No matter what their conscious theories may be, all artists are unconsciously aristocratic, and even intolerant in their attitude to other men. They are more blind than most people to the raison d'être of the politician, the business man and the philosopher—these unaccountable beings who will not acknowledge the primacy of Creation and Beauty. But at last they magnanimously conclude that these exist to form their audience, not the subject-matter of their art—that is the modern fallacy!
116
Climate
There are natures exquisitely sensitive to their human environment. This man depresses them, they feel the vitality ebbing out of them in his presence; that other brings exhilaration, at the touch of his mind their powers increase and become creative. It is a question of atmosphere. The first has a wintry, grey soul; the latter carries a sun—their sun—in his bosom. And these artists require sunlight and soft air, before the flowers and fruit can hang from their boughs. Every artist of this type should go to Italy or France and live there; or, failing that, create for himself an Italy or France of friends. Others require the tempest with its lowering skies. But that is easier to seek; they can generally find it within themselves.
117
Sensibility
It may be wisdom for the man of action to smother his griefs, and follow resolutely his course. But with the artist it is different. He should not close his heart against sorrow, for sorrow is of use to him; his task is to transfigure it; thus he makes himself richer. Every conquest of suffering which is attained by isolating the pang makes the artist poorer; the part of him so isolated dies: he loses bit by bit his sensitiveness, and how much does his sensitiveness mean to him! The artist is more defenceless than other men, and he must be so. For his sensitiveness should be such that the faintest rose-leaf of emotion or thought cannot touch his heart without evoking in him infinite delight or pain; and, at the same time, he should be able to respond to the great tempests and terrible moods of life. Great strength, great love, great productiveness, these are required if he is to endure his sensitiveness; alas, for him, if he have them not! Then he must suffer and suffer, until he has cut off one by one the sources of his suffering, until he has mutilated and lamed what is most godlike in him, and has made himself ordinary at last—or a Schopenhauerian.
118
The Artist's Enemy
I waited once beside a lake, created surely to mirror Innocence, so pure it was. The passage of a butterfly over it or the breath of a rose-leaf's fall was enough to stir its surface, infinitely delicate and sensitive. Yet tempests did not affright it, for it laughed and danced beneath the whip of the fiercest storm. And it could bury, as in a bottomless tomb, the stones thrown at it by the most spiteful hands; to these, indeed, it responded with a Puck-like radiating smile that spread until it broke in soft laughter upon its marge. So strong and delicate it lay, and yet, it seemed, so defenceless. Yet what could harm it? Storm, shower, sunshine, and darkness alike but ministered to it, and even the missiles of its enemies were lost in its boundless security. It seemed invulnerable. I returned years later, and looked once, looked and fled. For the lake had grown old, blind and torpid, so that even the light lay dead in it. Then I noticed that on every side, almost invisible, there were innumerable black streams oozing—infection! The tragedy of the artist.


* _INSTRUCTIONS TO FOLLOW_:
Output the exact lines that start at the one containing "At what (x,y)" and continue to the last line of the entries below; do not output pictures.

(Stored data entries)
==================================================

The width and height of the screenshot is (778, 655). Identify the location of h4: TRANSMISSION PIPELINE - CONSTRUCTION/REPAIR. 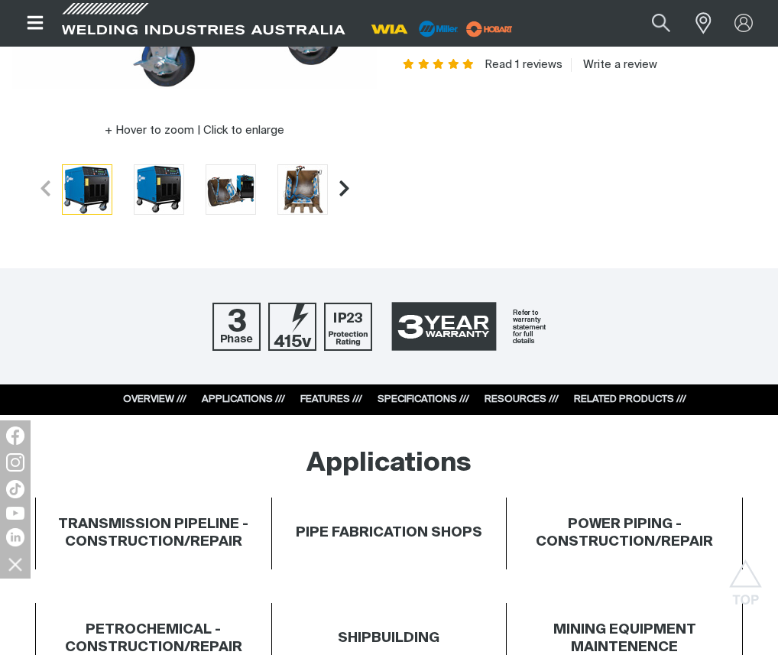
(154, 533).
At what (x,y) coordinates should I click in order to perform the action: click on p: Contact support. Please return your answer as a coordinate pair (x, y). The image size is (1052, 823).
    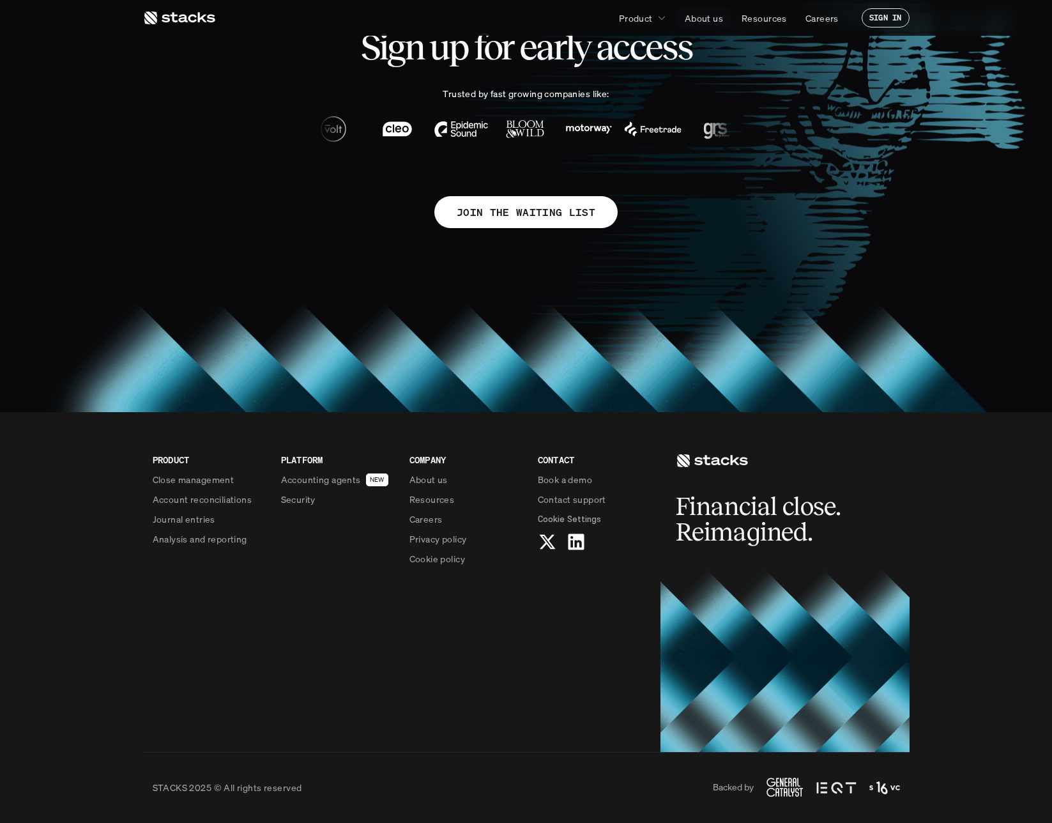
    Looking at the image, I should click on (572, 499).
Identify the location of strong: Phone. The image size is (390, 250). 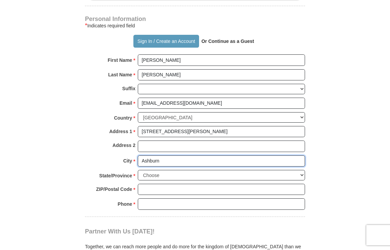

==================================================

* _RESPONSE AREA_:
At what (x,y) coordinates should I click in order to perform the action: click on p: Contact support. Please return your answer as a coordinate pair (x, y). The image size is (1052, 823).
    Looking at the image, I should click on (572, 499).
Identify the location of strong: Phone. The image size is (390, 250). 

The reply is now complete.